Thursday, June 12, 2008

An Introduction, A welcome note

I love stories. I love hearing them, I love reading them, and mostly I love telling them.
Stories and story-tellers have been among the most powerful influences in my life, and these days I feel privileged and blessed to claim my place in the long line of tellers who have gone before, and those tellers yet to come.

I feel incredibly blessed to have my story-telling great-grandmother, Rattanbai, around when I was a little girl. Rattanbai came from a Parsi family from Gujarat. Married to my Protestant great-grandfather Basil, she took on the name Ruth, and added Bible stories to her vast repertoire of Hindu and Zoroastrian stories and myths. These daily ‘tellings’ were interspersed with European fairy-tales. I thought the different stories all came from the same book Little wonder then, that I accorded them equal sanctity with the more scriptural stories she told us!

These days I like it very much that I can share with the groups I work with from my large collection of teaching stories from cultures and traditions from around the world. I work with many different kinds of groups – corporate groups, educational institutions, women’s circles, religious orders, therapy groups, dream-work groups, book study groups, student groups. Every one of these takes to story and learns from story.

People of all ages and from all walks of life have participated in my Story-related workshops: Storywork and Healing, Psyche’s Journey and Soaking in Story.

I have put together a few of my favorite Teaching Stories from all over the world in the book Uniting Heaven and Earth: The Transformative Power of Stories. This small collection came out of the many requests for “More”, when the workshop time and space limited us to just one or two stories. They are primarily for gentle reflection, and so this is a deliberately small collection. I like to call these Life Stories, because they are about life-lessons for each of us, and because they tell of each of our lives though they seem to tell of people far, far away.

One of the oldest books on story that I have read and continue to re-read is Ruth Sawyer’s ‘The Way of The Storyteller’, written in 1942. She writes: “I have been writing this book for a long time ... Now I believe it is the easiest thing in the world to tell a story, and the hardest to be a fine storyteller.”

While I find this to be so true, I have also learnt that any telling - if it includes an invitation to the listener to go deeper into self-exploration - can yield powerful learning and meanings. This is because mostly, the teller doesn’t need to ‘make a point’; it is the story that encourages reflection in the listener/hearer, who figures out relevant learnings for herself or himself.

The old way of asking children: “So what is the moral of this story..?” can often be so limiting, so freezing, so unhelpfully there-is-only-one-right-answer oriented, and often so constricting in the development of creativity and insightfulness.

Traditional story-tellers claim that there are seven levels to any story. As we become increasingly prepared to receive their deeper meanings by ‘soaking ourselves’ in them, they will unfold new perceptions. You can come back to each story again and again, at different times, and each time the interchange will give you something new.

May you bless each story you choose to work with, and be blessed by it in turn. And with every telling, may you remember and acknowledge the lineage of known and unknown tellers who have been caretakers of the wisdom and have conveyed this gift to you.

Many of the posts here have been published before – in shorter versions – from my work as columnist for the U.P.I.’s (United Press International) Religion & Spirituality Forum, and for The Speaking Tree of the Times of India, both of which showed me, from the many people that wrote in to me, the keen interest people the world over have in the Gift of Story.









May story bless and color your life,





Marguerite Theophil





Needing stories




… Sometimes we need a story more than food in order to live. They tell us about who we are, what is possible for us,
what we might call upon. They also remind us we're not alone with whatever faces us
and there are resources both within us and in the larger world
and in the unseen world that may be cooperating with us
in our struggle to find a way to deal with challenges.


EXERCISE → Copy out all of the data word for word. Omit every picture.

RECORDS FOR THIS TASK →
|---|

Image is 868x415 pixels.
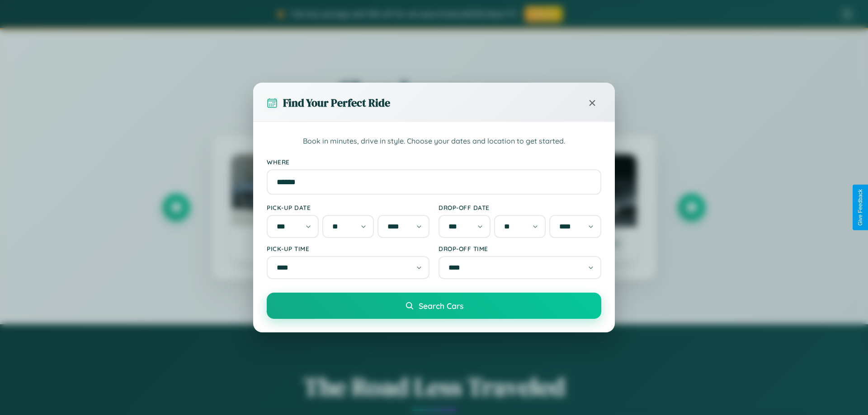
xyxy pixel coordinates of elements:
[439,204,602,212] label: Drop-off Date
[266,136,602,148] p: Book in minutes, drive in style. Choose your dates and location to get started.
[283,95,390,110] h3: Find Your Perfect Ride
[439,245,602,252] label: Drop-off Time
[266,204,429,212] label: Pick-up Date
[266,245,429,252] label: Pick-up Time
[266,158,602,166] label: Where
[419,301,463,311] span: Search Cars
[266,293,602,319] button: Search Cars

|---|

ANSWER SPACE →
Image is 868x415 pixels.
xyxy pixel coordinates of elements:
[439,204,602,212] label: Drop-off Date
[266,136,602,148] p: Book in minutes, drive in style. Choose your dates and location to get started.
[283,95,390,110] h3: Find Your Perfect Ride
[439,245,602,252] label: Drop-off Time
[266,204,429,212] label: Pick-up Date
[266,245,429,252] label: Pick-up Time
[266,158,602,166] label: Where
[419,301,463,311] span: Search Cars
[266,293,602,319] button: Search Cars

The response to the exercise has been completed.